New fuel has been added to the fire in what’s now a raging family feud involving art heiress Belinda Neumann-Donnelly and her family. Last year, Belinda, 52, and her father, art collector Hubert Neumann, made headlines after he unsuccessfully sued her in an attempt to stop the sale of a Basquiat work she had inherited from her late mother, Dolores O. Neumann (Hubert, 87, had claimed that Belinda unduly influenced Dolores to sign over the rights to the work in her name while Dolores was undergoing medical treatment).
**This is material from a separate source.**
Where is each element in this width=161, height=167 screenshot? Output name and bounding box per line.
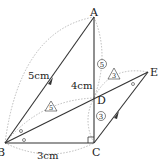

The Basquiat, titled "Flesh and Spirit" (1983), went on to fetch $31 million at auction. Belinda, however, was seemingly unhappy with that result and slapped back at her father with a $100 million retaliatory lawsuit, alleging that he intentionally depressed the value of the painting and deterred potential buyers amidst the drama.
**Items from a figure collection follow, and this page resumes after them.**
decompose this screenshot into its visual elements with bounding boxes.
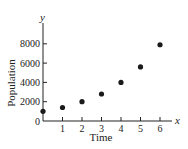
x-tick-label: 1 bbox=[60, 123, 65, 134]
x-axis-variable: x bbox=[174, 114, 180, 126]
y-tick-label: 8000 bbox=[20, 38, 40, 49]
x-tick-label: 4 bbox=[119, 123, 124, 134]
data-point bbox=[40, 109, 45, 114]
data-point bbox=[157, 42, 162, 47]
y-tick-label: 4000 bbox=[20, 77, 40, 88]
data-point bbox=[118, 80, 123, 85]
data-point bbox=[138, 64, 143, 69]
y-tick-label: 0 bbox=[35, 116, 40, 127]
x-tick-label: 5 bbox=[138, 123, 143, 134]
y-tick-label: 2000 bbox=[20, 96, 40, 107]
y-axis-title: Population bbox=[5, 59, 17, 107]
y-tick-label: 6000 bbox=[20, 58, 40, 69]
data-points bbox=[40, 42, 162, 114]
x-tick-label: 3 bbox=[99, 123, 104, 134]
scatter-chart: y x Time Population 02000400060008000 12… bbox=[0, 0, 188, 149]
data-point bbox=[99, 91, 104, 96]
data-point bbox=[60, 105, 65, 110]
x-tick-label: 2 bbox=[80, 123, 85, 134]
x-tick-label: 6 bbox=[158, 123, 163, 134]
data-point bbox=[79, 99, 84, 104]
y-axis-variable: y bbox=[39, 11, 45, 23]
Now, with that lawsuit still pending, Belinda has also filed suit against her father and two sisters, Melissa, 49, and Kristina, 54, to force the sale of the 60 other jointly owned works, arguing that joint ownership is not plausible and asking the New York State Supreme Court to allow the sale and divide the proceeds “in accordance with the parties’ respective ownership interests.”
Forced Sale of Works
So, is the judge likely to toss out Belinda’s suit or does it actually stand its ground? According to Amanda DiChello, a trusts and estates litigator in Cozen O’Connor’s Private Client Services practice in Philadelphia who isn’t involved with the case, as far as recovering damages for tortious interference with prospective buyers, the burden would be on Belinda to prove that potential buyers, who may have been willing to pay more than what the work sold for, were scared away by Hubert’s antics. “Even with experts testifying that the work could have sold for higher and using past Basquiat sales as a benchmark as part of the testimony,” Amanda continued, “isn’t concrete evidence and could be brushed off as mere speculation.” What may help build Belinda’s case is if the alleged recordings of Hubert admitting that he filed the lawsuit out of spite (which are mentioned in court documents) actually exist.
Better Planning?
Though DiChello feels that the lawyers handling Dolores’ estate seemed to have done a good job with the planning, including proper documentation to show ownership of the art (which helped to quickly dismiss Hubert’s claims), she thinks that, as estate-planning professionals, “we should be asking ourselves during the administration process if there’s a better way to distribute these types of assets.”
Tax and planning reasons aside, would there be any other (better) way to have made in kind distributions other than having the family members all be owners in common? Perhaps a parent may never anticipate (or want to anticipate) that her loving children will be embroiled in a vicious family feud, but should estate planners be advising that, unfortunately, more often than not, it’s a strong possibility? Even in cases where there’s no previous animosity, what happens, for example, when one joint owner needs liquidity and wants to sell while another wants to hold on to the works? If any such scenario could be predicted, maybe it’s best to divvy up who gets what in the planning stages, rather than tasking the court with the partition for sale, particularly in this case where so many works are involved. DiChello believes that the court will likely have a hard time here, as the other sisters may not want the works sold off, for one reason or another.